Stray Kids’ Felix Secures U.S. Court Order to Expose Anonymous Defamation Source

Stray Kids Felix at Haus Nowhere in Seoul

Stray Kids member Felix (Lee Yongbok) has escalated his fight against online defamation to an international level. The singer recently secured approval from a U.S. federal court to obtain identifying information about an anonymous social media user accused of spreading damaging falsehoods against him.

On September 5 (local time), the Northern District Court of California granted Felix’s request to conduct discovery against platform X (formerly Twitter). The court allowed his legal team to subpoena the company for personally identifiable information (PII) tied to the account responsible for repeated defamatory posts. 

Judge Beth Labson Freeman presided over the case, granting the request under U.S. statute 28 U.S.C. §1782, which permits international judicial cooperation in gathering evidence.

According to court documents, the unidentified user posted defamatory remarks about Felix on multiple occasions, including March 8, March 15, and May 24 of this year. The posts in question claimed Felix “treated staff like servants” and “behaved like a prince,” allegations that his legal team insists were completely untrue. 

These allegations, his legal team noted, caused the artist both mental distress and physical strain while tarnishing his public reputation.

He had already filed a civil defamation lawsuit in the Seoul Eastern District Court, but the case stalled because the user’s real identity and address were unknown. To push forward, his lawyers turned to the U.S. legal system to obtain personally identifiable information (PII) that could confirm who was behind the account

Judge Freeman concluded that Felix’s request was reasonable and focused only on the information needed to continue the case in Korea. The court also emphasized the urgency of accessing “recent logs,” since platforms typically retain user data for only three to six months.

The judge further found that three statutory requirements for such cases had been satisfied and that the so-called Intel Four Factors—used in U.S. courts to evaluate discovery requests linked to foreign proceedings—favored Felix’s petition. 

The decision now allows Felix’s legal team to serve a subpoena on X to release data such as the user’s name, birth date, phone number, and recent login records.

Felix’s lawyer in Seoul, Jeong Gyeong-seok of Lee Law Firm, explained that South Korea’s Civil Act clearly allows claims for damages in cases of defamation and insult. He explained that the challenge was not proving the case itself, but rather the difficulty of uncovering who the defendant actually is.

According to Jeong, combining identifiers such as name, date of birth, and phone numbers with access logs would allow authorities to establish the perpetrator’s real identity through telecom providers or local government records. The attorney stressed that recent login data is especially important because of how quickly platforms delete it.

The U.S. court moved swiftly, concluding the matter within two days of its filing on September 3. With this ruling, Felix can now return to the Seoul Eastern District Court with stronger grounds to pursue his civil defamation case.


*PROBLEM TO SOLVE*.
If a line in the records below contains "Settings", copy that line.

Records drawn from a dataset:

Content starts

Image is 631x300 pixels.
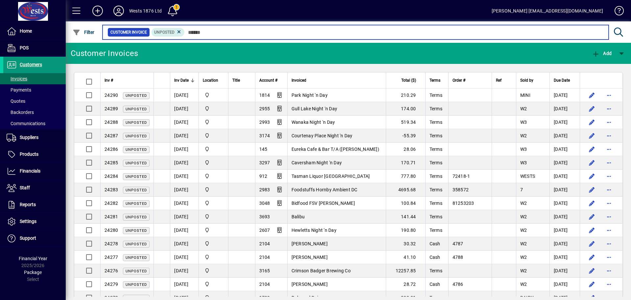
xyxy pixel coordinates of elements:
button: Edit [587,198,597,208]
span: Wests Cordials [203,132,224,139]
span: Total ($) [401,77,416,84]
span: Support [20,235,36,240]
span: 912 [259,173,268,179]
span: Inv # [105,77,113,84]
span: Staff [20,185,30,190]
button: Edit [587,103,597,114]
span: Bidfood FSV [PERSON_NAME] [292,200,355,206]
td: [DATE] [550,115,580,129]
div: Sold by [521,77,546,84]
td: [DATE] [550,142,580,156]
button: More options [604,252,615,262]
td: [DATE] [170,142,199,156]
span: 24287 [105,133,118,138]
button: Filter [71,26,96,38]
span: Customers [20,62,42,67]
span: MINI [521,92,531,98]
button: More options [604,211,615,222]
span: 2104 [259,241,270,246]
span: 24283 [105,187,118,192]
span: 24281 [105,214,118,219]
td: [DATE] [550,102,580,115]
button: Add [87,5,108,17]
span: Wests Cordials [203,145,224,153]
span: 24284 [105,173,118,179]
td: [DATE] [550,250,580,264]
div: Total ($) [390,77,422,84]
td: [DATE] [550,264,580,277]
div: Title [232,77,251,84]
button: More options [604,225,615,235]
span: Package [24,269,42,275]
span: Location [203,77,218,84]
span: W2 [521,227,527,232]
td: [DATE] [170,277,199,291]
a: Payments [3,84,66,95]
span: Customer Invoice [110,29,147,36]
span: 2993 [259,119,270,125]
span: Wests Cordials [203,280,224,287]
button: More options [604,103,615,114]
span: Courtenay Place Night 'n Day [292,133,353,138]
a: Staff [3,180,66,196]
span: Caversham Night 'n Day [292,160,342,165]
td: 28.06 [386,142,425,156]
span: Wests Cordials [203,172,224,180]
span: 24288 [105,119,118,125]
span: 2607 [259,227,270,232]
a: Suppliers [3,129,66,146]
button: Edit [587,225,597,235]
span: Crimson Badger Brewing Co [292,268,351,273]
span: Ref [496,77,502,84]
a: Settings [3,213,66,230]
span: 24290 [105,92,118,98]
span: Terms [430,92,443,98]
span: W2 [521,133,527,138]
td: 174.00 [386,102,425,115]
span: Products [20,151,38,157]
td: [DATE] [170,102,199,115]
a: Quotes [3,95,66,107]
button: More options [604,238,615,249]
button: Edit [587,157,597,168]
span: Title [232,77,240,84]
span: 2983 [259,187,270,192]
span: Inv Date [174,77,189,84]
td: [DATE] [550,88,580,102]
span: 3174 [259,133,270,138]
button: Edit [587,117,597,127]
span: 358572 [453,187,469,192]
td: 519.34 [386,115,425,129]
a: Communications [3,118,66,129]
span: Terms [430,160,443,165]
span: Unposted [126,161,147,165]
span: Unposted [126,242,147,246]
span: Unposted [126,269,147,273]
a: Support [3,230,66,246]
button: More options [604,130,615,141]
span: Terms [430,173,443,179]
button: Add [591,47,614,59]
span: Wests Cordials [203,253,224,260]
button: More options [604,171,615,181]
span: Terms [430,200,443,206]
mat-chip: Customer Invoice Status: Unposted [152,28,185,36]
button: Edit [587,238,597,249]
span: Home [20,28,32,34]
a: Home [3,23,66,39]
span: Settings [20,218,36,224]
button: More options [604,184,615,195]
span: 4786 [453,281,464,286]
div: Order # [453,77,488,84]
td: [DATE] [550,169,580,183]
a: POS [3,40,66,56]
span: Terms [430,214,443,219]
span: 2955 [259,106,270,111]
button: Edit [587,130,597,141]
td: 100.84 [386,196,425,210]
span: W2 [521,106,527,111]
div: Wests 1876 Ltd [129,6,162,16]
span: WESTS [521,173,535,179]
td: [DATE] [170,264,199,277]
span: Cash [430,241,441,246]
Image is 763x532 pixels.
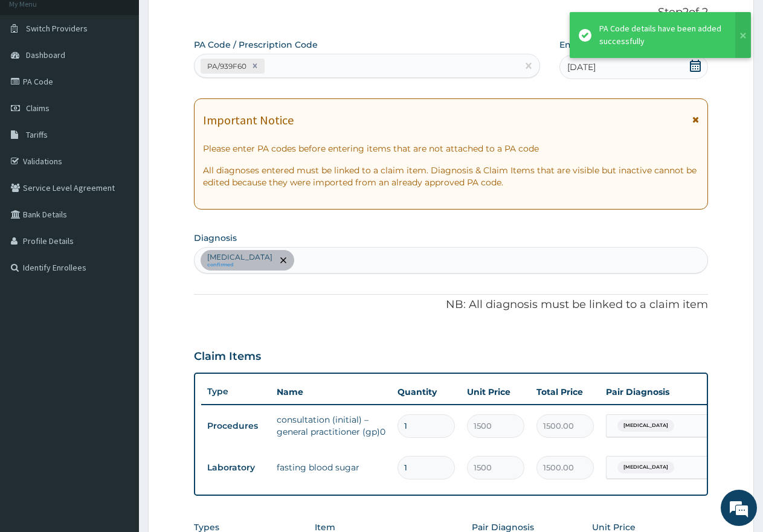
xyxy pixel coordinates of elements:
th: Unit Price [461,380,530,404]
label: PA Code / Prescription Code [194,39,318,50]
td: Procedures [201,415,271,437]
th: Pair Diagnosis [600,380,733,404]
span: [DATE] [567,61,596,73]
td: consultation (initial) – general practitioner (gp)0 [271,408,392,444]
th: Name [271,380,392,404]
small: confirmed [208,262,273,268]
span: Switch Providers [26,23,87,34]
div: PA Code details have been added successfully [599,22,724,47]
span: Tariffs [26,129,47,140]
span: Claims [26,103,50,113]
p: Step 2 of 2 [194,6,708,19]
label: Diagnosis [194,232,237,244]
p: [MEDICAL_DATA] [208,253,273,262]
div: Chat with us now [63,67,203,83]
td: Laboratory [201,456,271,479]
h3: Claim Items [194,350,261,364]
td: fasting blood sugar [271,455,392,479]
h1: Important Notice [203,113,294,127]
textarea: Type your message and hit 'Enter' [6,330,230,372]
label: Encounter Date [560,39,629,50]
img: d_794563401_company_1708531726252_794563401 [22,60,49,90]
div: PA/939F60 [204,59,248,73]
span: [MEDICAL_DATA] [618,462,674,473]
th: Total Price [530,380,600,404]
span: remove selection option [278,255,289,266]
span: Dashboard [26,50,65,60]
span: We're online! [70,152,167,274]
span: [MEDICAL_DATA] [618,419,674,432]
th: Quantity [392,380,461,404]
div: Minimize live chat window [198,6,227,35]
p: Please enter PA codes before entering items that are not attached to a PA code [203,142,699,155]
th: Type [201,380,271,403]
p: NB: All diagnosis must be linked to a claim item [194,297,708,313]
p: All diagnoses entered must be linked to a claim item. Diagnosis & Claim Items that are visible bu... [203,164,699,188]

Content ends
Content starts

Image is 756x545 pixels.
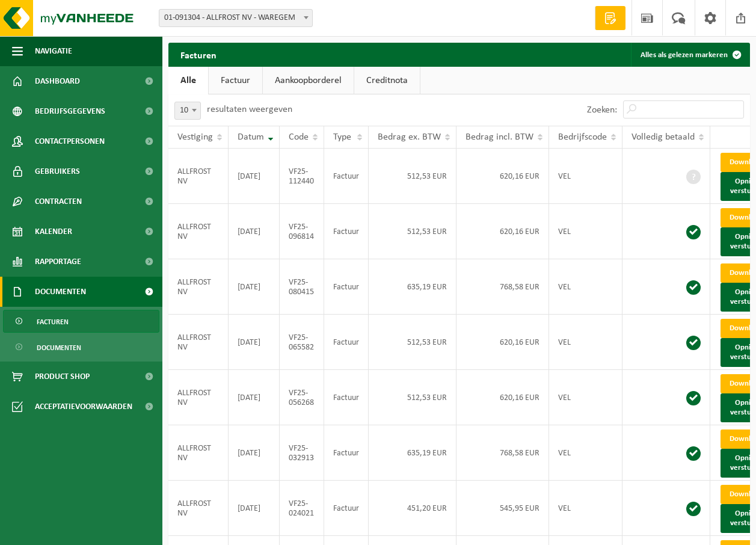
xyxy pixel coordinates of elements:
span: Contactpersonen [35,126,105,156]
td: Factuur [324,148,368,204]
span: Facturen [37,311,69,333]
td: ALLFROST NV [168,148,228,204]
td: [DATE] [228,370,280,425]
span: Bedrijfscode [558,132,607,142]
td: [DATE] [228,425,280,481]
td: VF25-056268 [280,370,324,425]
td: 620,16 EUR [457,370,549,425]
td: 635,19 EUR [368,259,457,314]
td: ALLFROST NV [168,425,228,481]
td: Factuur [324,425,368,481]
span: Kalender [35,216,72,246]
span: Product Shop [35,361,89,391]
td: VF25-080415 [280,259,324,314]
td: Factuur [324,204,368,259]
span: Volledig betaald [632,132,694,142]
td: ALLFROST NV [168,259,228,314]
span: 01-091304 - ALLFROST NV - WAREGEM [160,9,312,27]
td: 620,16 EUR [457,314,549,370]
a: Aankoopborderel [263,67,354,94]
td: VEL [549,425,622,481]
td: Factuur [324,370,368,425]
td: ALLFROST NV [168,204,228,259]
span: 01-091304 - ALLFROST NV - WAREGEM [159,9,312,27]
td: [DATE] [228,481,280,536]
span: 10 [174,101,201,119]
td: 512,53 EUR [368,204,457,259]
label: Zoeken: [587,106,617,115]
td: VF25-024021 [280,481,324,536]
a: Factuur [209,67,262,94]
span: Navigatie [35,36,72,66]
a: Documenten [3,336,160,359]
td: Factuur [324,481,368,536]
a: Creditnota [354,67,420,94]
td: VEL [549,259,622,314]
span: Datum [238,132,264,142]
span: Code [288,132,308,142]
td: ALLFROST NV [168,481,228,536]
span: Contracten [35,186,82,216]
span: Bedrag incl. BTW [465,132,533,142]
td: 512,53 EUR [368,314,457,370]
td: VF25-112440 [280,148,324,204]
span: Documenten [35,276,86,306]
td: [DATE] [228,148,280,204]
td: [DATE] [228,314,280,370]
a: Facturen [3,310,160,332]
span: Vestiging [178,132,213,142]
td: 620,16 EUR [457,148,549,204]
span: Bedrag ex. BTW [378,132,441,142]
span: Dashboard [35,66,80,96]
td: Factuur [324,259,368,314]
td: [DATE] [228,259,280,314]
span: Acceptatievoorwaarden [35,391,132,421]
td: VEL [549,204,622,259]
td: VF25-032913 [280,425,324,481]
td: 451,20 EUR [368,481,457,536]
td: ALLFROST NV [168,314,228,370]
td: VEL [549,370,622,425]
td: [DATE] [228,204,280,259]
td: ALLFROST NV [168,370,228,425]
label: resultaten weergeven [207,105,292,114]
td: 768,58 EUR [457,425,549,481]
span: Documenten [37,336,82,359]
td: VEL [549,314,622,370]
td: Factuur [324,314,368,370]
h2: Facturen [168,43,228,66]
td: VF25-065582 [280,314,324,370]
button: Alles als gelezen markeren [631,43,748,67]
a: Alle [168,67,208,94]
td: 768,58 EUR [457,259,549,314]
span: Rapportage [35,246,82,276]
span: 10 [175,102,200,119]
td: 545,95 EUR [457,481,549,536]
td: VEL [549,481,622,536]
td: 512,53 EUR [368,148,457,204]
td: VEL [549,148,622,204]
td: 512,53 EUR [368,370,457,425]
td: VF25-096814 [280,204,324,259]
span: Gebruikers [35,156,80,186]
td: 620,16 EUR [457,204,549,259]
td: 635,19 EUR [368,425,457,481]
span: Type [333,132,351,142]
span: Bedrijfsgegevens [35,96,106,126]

Content ends
Content starts

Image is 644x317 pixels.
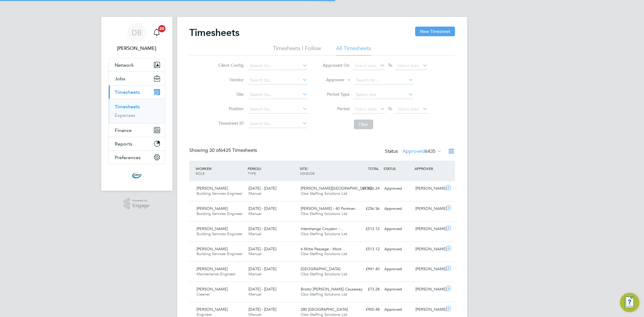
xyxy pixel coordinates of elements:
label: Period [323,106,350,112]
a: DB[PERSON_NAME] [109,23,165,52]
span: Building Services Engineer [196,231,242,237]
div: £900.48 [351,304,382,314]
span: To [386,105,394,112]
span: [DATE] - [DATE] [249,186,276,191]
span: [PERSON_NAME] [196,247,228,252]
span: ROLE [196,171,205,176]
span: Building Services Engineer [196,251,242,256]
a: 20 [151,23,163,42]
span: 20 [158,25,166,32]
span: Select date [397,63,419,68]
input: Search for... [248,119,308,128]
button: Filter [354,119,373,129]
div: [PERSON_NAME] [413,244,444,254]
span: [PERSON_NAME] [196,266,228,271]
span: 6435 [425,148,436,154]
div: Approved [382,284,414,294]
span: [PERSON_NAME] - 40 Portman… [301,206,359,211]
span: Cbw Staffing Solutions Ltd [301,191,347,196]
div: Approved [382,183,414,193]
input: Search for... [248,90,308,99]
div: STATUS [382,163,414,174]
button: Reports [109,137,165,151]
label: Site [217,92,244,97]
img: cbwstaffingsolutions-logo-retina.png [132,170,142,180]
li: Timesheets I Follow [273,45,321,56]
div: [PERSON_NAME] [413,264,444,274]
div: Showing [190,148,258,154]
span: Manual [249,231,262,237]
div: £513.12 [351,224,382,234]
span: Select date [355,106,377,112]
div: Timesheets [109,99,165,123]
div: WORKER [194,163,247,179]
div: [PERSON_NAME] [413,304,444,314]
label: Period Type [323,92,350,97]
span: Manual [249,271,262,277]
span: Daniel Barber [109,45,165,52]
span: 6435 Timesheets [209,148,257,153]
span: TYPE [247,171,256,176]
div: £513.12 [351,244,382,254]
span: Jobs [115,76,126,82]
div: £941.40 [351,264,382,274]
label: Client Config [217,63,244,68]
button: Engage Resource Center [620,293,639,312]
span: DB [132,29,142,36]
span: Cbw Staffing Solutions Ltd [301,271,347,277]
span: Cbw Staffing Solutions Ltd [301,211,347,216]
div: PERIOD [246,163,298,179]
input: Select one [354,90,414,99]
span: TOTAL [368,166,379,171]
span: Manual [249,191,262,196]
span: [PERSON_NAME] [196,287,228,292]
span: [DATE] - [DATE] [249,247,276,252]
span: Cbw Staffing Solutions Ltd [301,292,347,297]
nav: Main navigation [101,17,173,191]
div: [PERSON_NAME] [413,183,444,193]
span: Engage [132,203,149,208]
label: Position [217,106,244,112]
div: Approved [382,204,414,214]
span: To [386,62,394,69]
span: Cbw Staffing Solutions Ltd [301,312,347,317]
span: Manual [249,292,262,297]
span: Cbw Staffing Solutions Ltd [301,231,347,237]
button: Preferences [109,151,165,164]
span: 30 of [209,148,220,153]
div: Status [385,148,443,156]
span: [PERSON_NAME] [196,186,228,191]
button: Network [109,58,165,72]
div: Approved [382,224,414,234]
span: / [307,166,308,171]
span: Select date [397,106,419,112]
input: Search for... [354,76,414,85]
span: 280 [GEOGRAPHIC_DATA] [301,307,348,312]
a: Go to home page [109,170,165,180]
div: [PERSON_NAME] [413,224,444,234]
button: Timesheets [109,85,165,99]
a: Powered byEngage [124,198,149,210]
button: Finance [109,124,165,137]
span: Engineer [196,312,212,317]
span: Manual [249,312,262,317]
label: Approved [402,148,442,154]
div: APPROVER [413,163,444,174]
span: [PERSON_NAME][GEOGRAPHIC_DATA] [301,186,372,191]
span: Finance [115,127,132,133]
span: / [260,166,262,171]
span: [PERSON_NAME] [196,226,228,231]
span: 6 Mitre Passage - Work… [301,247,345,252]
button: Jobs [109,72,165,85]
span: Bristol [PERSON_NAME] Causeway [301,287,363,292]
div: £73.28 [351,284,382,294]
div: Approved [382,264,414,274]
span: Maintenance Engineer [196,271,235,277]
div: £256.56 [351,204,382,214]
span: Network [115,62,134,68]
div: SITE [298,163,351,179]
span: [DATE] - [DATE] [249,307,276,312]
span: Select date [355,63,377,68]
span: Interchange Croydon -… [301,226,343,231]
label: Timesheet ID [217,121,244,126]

Content ends

*EXERCISE OUTPUT*.
a: Settings [3,213,66,230]
span: Settings [20,218,36,224]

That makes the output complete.